An obsessive archivist

A man wearing glasses stands behind his camera and takes a photo in the mirror.
Archivist Ahmed Hasan. (Foto: privat)

Ahmed Hasan sold his house to pursue a passion for historical photographs. His collection traces Syria's history through everyday life.

By Sham al-Sabsabi

Ahmed Hasan's unusual and all-consuming passion began when, as a child, he was allowed to visit a relative's photo studio in the Qalamun Mountains northeast of Damascus. 

Hasan, now 59, was captivated by the smell of the chemicals used to develop the negative film, by the flash on the camera. This "magnificent machine," as he calls it, the analogue camera, was always more than just a tool to him. It was a promise of a magical world to be discovered, hidden beneath the veneer of the visible and the sayable. 

"When light falls on a place or object, it sometimes transforms an ordinary scene into something alive and magical that is worthy of entering the collective memory," says Hasan. "I began to understand how a photograph can preserve time and tell a story."

In his youth, he inherited an old German camera from his grandfather, a Kodak Retina from the 1940s. It sparked a deep and long-lasting connection with the art of photography. He used it to document fleeting moments in his village, people's faces and details of everyday life. 

But Hasan's real obsession was not photography, but archiving, the preservation of photographs as historical documents of memory. His father already had an extensive family archive with pictures from the 1950s and 1960s. Over time, Hasan himself began to collect old photo archives.

His first discoveries were photographs of a middle-class family from Aleppo dating back to the early 20th century. In these images, he saw more than faces: he found stories, gestures, clothing, interiors. Those photos seemed to have been waiting for him to bring them back to life after all those years, sometimes after a full century. He realised that a photograph often hides more than it reveals, and that, through inconspicuous details, it can offer vital clues to understanding historical shifts.

Black-and-white photograph: A group of men pose in front of a car.
A street scene in Damascus in the 1930s. The image captures social change in urban life, with clothing that reflects the city's social diversity. (Photo: private)

Hasan's archive includes private photographs from across Syria's different regions and eras. For every image, he searches for context, researching the social, political and cultural conditions behind it.

"I wanted to find stories you don't read in books, because they're written in the faces of ordinary people." People who play no part in novels or official histories.

The result is a vast archive that documents Syria's political, social and cultural life from the French Mandate period (1920–1946) through the Syrian-Egyptian union (1958–1961) and up to the rule of the Ba'ath Party (1963–2024).

Black and white image: two young women playing billiards.
Damascus, 1956: two young women playing billiards at a cultural centre, reflecting women's visibility in public spaces and the lifestyles of the educated middle class of the period. (Photo: private)

His obsession went so far that he sold valuable personal possessions to acquire photographs from well-known Syrian photo studios.

In the end, he even sold his own house to to continue financing the archive, a project that preserves a collective memory spanning decades and encompassing social and cultural spaces as diverse as funerals, the everyday lives of ordinary women in villages and student life in the big cities.

Ahmed Hasan's life's work is thus much more than just photography. It is a form of resistance against forgetting. A silent, visual narrative of Syria and its people.
 

This text is an edited version of the German original. Translated by Max Graef Lakin.

This text appears in a joint edition of Qantara and Kulturaustausch magazine. Find more stories, interviews and analyses in our Syria focus section.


▸ **EXERCISE AIM**: Write out, word for word, only the lines from the one with "xyxy pixel coordinates" to the end of the data below.

BEGIN

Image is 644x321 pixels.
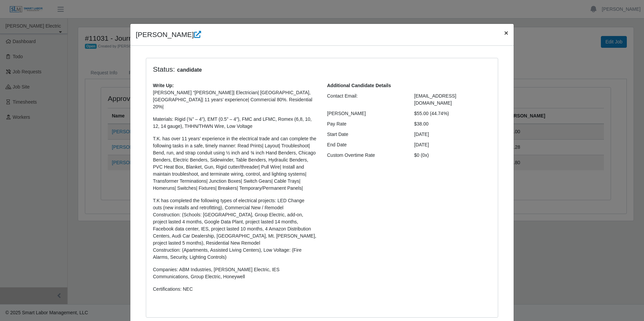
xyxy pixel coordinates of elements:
[322,110,409,117] div: [PERSON_NAME]
[153,135,317,192] p: T.K. has over 11 years’ experience in the electrical trade and can complete the following tasks i...
[322,131,409,138] div: Start Date
[409,131,496,138] div: [DATE]
[322,152,409,159] div: Custom Overtime Rate
[499,24,513,42] button: Close
[153,116,317,130] p: Materials: Rigid (¾” – 4”), EMT (0.5” – 4”), FMC and LFMC, Romex (6,8, 10, 12, 14 gauge), THHN/TH...
[153,286,317,293] p: Certifications: NEC
[409,110,496,117] div: $55.00 (44.74%)
[414,142,429,147] span: [DATE]
[414,93,456,106] span: [EMAIL_ADDRESS][DOMAIN_NAME]
[322,141,409,148] div: End Date
[153,197,317,261] p: T.K has completed the following types of electrical projects: LED Change outs (new installs and r...
[504,29,508,37] span: ×
[414,152,429,158] span: $0 (0x)
[136,29,201,40] h4: [PERSON_NAME]
[153,65,404,74] h4: Status:
[153,266,317,280] p: Companies: ABM Industries, [PERSON_NAME] Electric, IES Communications, Group Electric, Honeywell
[153,83,174,88] b: Write Up:
[409,120,496,127] div: $38.00
[322,120,409,127] div: Pay Rate
[153,89,317,110] p: [PERSON_NAME] “[PERSON_NAME]| Electrician| [GEOGRAPHIC_DATA], [GEOGRAPHIC_DATA]| 11 years’ experi...
[322,93,409,106] div: Contact Email:
[175,66,204,74] span: candidate
[327,83,391,88] b: Additional Candidate Details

END

▸ **RESPONSE TO THE EXERCISE**:
xyxy pixel coordinates of elements:
[322,110,409,117] div: [PERSON_NAME]
[153,135,317,192] p: T.K. has over 11 years’ experience in the electrical trade and can complete the following tasks i...
[322,131,409,138] div: Start Date
[409,131,496,138] div: [DATE]
[322,152,409,159] div: Custom Overtime Rate
[499,24,513,42] button: Close
[153,116,317,130] p: Materials: Rigid (¾” – 4”), EMT (0.5” – 4”), FMC and LFMC, Romex (6,8, 10, 12, 14 gauge), THHN/TH...
[153,286,317,293] p: Certifications: NEC
[409,110,496,117] div: $55.00 (44.74%)
[414,142,429,147] span: [DATE]
[414,93,456,106] span: [EMAIL_ADDRESS][DOMAIN_NAME]
[322,141,409,148] div: End Date
[153,197,317,261] p: T.K has completed the following types of electrical projects: LED Change outs (new installs and r...
[504,29,508,37] span: ×
[414,152,429,158] span: $0 (0x)
[136,29,201,40] h4: [PERSON_NAME]
[153,65,404,74] h4: Status:
[153,266,317,280] p: Companies: ABM Industries, [PERSON_NAME] Electric, IES Communications, Group Electric, Honeywell
[153,83,174,88] b: Write Up:
[409,120,496,127] div: $38.00
[322,120,409,127] div: Pay Rate
[153,89,317,110] p: [PERSON_NAME] “[PERSON_NAME]| Electrician| [GEOGRAPHIC_DATA], [GEOGRAPHIC_DATA]| 11 years’ experi...
[322,93,409,106] div: Contact Email:
[175,66,204,74] span: candidate
[327,83,391,88] b: Additional Candidate Details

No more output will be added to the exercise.